Kodachrome Colors

Yep, exactly. Besides, it might not even be noticable in the first place. Variances in the development process in those old days might have a much larger influence on color fidelity than this.

Interesting question. Here’s a plot of the digitized data from the Kodachrome 25 data sheet,

and here’s the equivalent one for Ektachrome 100D:

Comparing the dye’s spectra separately, one gets for the yellow dyes:

This is the comparision for the magenta ones:

and finally for the cyan dyes:

There is indeed not too much difference how the dye spectra behave over the interesting wavelength range.

Some commercial scanners do use rather narrow interference-based bandpass filters. I am more interested on whether the Swiss setup (described in the DIASTOR-paper) does make any sense. Frankly, I think not. Here are some illumination spectra I generally play around with:


You might be interested in the yellow curve. Comparing this to the Swiss illumination choice, it’s obvious that your narrowband setup delivers power on all wavelengths. The Swiss illumination (if I used the correct numbers - need to check this again) has however an annoying dip between 610 nm and 620 nm. In other words: basically features a blind spot. No 3D-LUT can recover from this.

I do not think that this issue is too crucial, given the broad dye spectra, but this is exactly what I am interested in.

Certainly the scan quality depends on the placement of the three narrowband LEDs - that’s what I discovered when I started to look into film scanning. My original setup was very similar to the Swiss one, a later one more like your own setup, yielding better results.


PROMPT: Pull from the data below each line where the word "text" occurs, and copy it.

- - -

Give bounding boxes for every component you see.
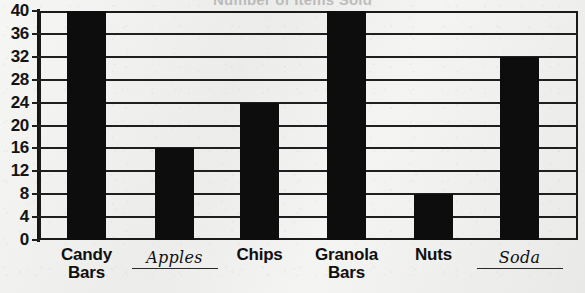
- gridline: [39, 125, 578, 127]
- y-axis-tick-label: 40: [0, 2, 29, 19]
- chart-title: Number of Items Sold: [0, 0, 585, 8]
- handwriting-rule-line: [132, 268, 218, 269]
- y-axis-tick-label: 20: [0, 117, 29, 134]
- gridline: [39, 170, 578, 172]
- gridline: [39, 56, 578, 58]
- x-axis-label-text: Nuts: [415, 245, 452, 264]
- x-axis-label-text: Apples: [146, 248, 203, 267]
- bar-granola-bars: [327, 11, 366, 240]
- y-axis-tick-label: 28: [0, 71, 29, 88]
- gridline: [39, 79, 578, 81]
- bar-nuts: [414, 194, 453, 240]
- bar-apples: [155, 148, 194, 240]
- y-axis-tick-label: 8: [0, 185, 29, 202]
- y-axis-tick-label: 12: [0, 162, 29, 179]
- bar-chart-worksheet: Number of Items Sold 4036322824201612840…: [0, 0, 585, 293]
- gridline: [39, 193, 578, 195]
- y-axis-tick-label: 24: [0, 94, 29, 111]
- gridline: [39, 147, 578, 149]
- y-axis-tick-label: 0: [0, 231, 29, 248]
- x-axis-label-text: Candy: [61, 245, 112, 264]
- gridline: [39, 33, 578, 35]
- x-axis-label-text: Granola: [315, 245, 378, 264]
- x-axis-label-text: Chips: [236, 245, 282, 264]
- y-axis-tick-label: 32: [0, 48, 29, 65]
- bar-candy-bars: [67, 11, 106, 240]
- y-axis-tick-label: 4: [0, 208, 29, 225]
- gridline: [39, 102, 578, 104]
- gridline: [39, 216, 578, 218]
- bar-soda: [500, 57, 539, 240]
- x-axis-label-text: Bars: [287, 264, 407, 282]
- y-axis-tick-label: 36: [0, 25, 29, 42]
- x-axis-label-text: Soda: [499, 248, 541, 267]
- y-axis-tick-label: 16: [0, 139, 29, 156]
- bar-chips: [240, 103, 279, 240]
- plot-area: [39, 11, 578, 240]
- x-axis-label-soda: Soda: [460, 249, 580, 269]
- handwriting-rule-line: [477, 268, 563, 269]
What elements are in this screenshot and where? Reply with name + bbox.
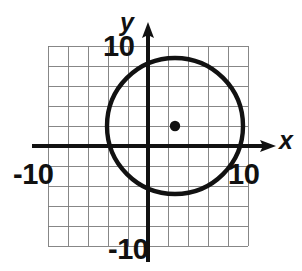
graph-figure: 10 -10 10 -10 y x: [0, 0, 302, 271]
x-axis-positive-tick-label: 10: [228, 160, 259, 189]
y-axis-label: y: [120, 10, 134, 35]
x-axis-negative-tick-label: -10: [13, 160, 53, 189]
y-axis-negative-tick-label: -10: [108, 235, 148, 264]
x-axis-label: x: [279, 128, 293, 153]
y-axis-positive-tick-label: 10: [103, 32, 134, 61]
coordinate-plane-svg: [0, 0, 302, 271]
circle-center-point: [170, 121, 180, 131]
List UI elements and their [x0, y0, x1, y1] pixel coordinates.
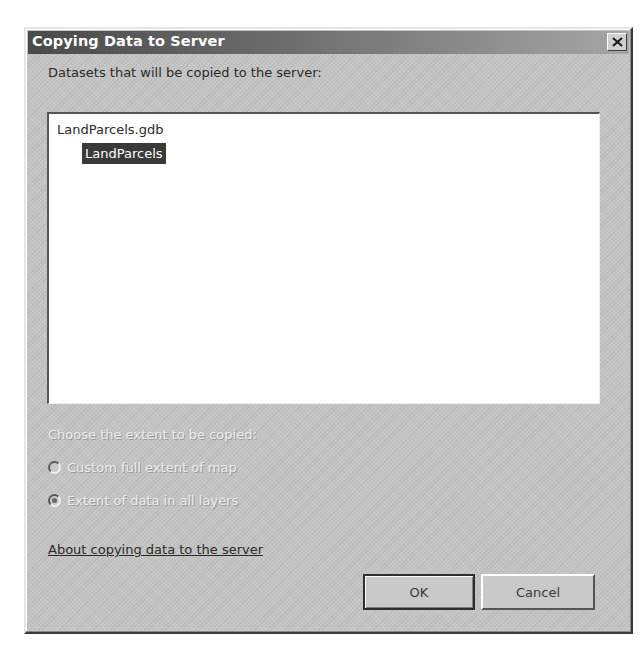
ok-button[interactable]: OK — [363, 574, 475, 610]
tree-item-landparcels-selected[interactable]: LandParcels — [82, 143, 166, 164]
close-button[interactable] — [607, 33, 627, 51]
datasets-label: Datasets that will be copied to the serv… — [48, 65, 322, 80]
dialog-title: Copying Data to Server — [32, 33, 225, 49]
radio-unchecked-icon[interactable] — [48, 461, 61, 474]
radio-extent-all-layers[interactable]: Extent of data in all layers — [48, 493, 238, 508]
title-bar[interactable]: Copying Data to Server — [28, 31, 629, 54]
radio-checked-icon[interactable] — [48, 494, 61, 507]
dataset-tree[interactable]: LandParcels.gdb LandParcels — [47, 112, 600, 404]
tree-item-gdb[interactable]: LandParcels.gdb — [54, 120, 166, 139]
close-icon — [612, 37, 623, 47]
radio-custom-full-extent[interactable]: Custom full extent of map — [48, 460, 237, 475]
copying-data-dialog: Copying Data to Server Datasets that wil… — [24, 27, 633, 634]
about-copying-link[interactable]: About copying data to the server — [48, 542, 263, 557]
cancel-button[interactable]: Cancel — [481, 574, 595, 610]
extent-label: Choose the extent to be copied: — [48, 427, 257, 442]
radio-label: Extent of data in all layers — [67, 493, 238, 508]
radio-label: Custom full extent of map — [67, 460, 237, 475]
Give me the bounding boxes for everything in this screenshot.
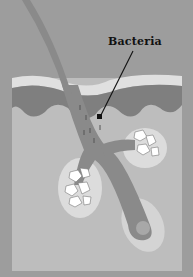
follicle-diagram: Bacteria <box>0 0 193 277</box>
dermal-papilla <box>136 221 150 235</box>
bacteria-label: Bacteria <box>108 35 162 48</box>
label-pointer-dot <box>97 114 102 119</box>
follicle-illustration <box>0 0 193 277</box>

- - -

ANSWER TO THIS PROBLEM:
- x-axis-label-text: Nuts: [415, 245, 452, 264]
- x-axis-label-text: Apples: [146, 248, 203, 267]
- x-axis-label-text: Candy: [61, 245, 112, 264]
- x-axis-label-text: Granola: [315, 245, 378, 264]
- x-axis-label-text: Chips: [236, 245, 282, 264]
- x-axis-label-text: Bars: [287, 264, 407, 282]
- x-axis-label-text: Soda: [499, 248, 541, 267]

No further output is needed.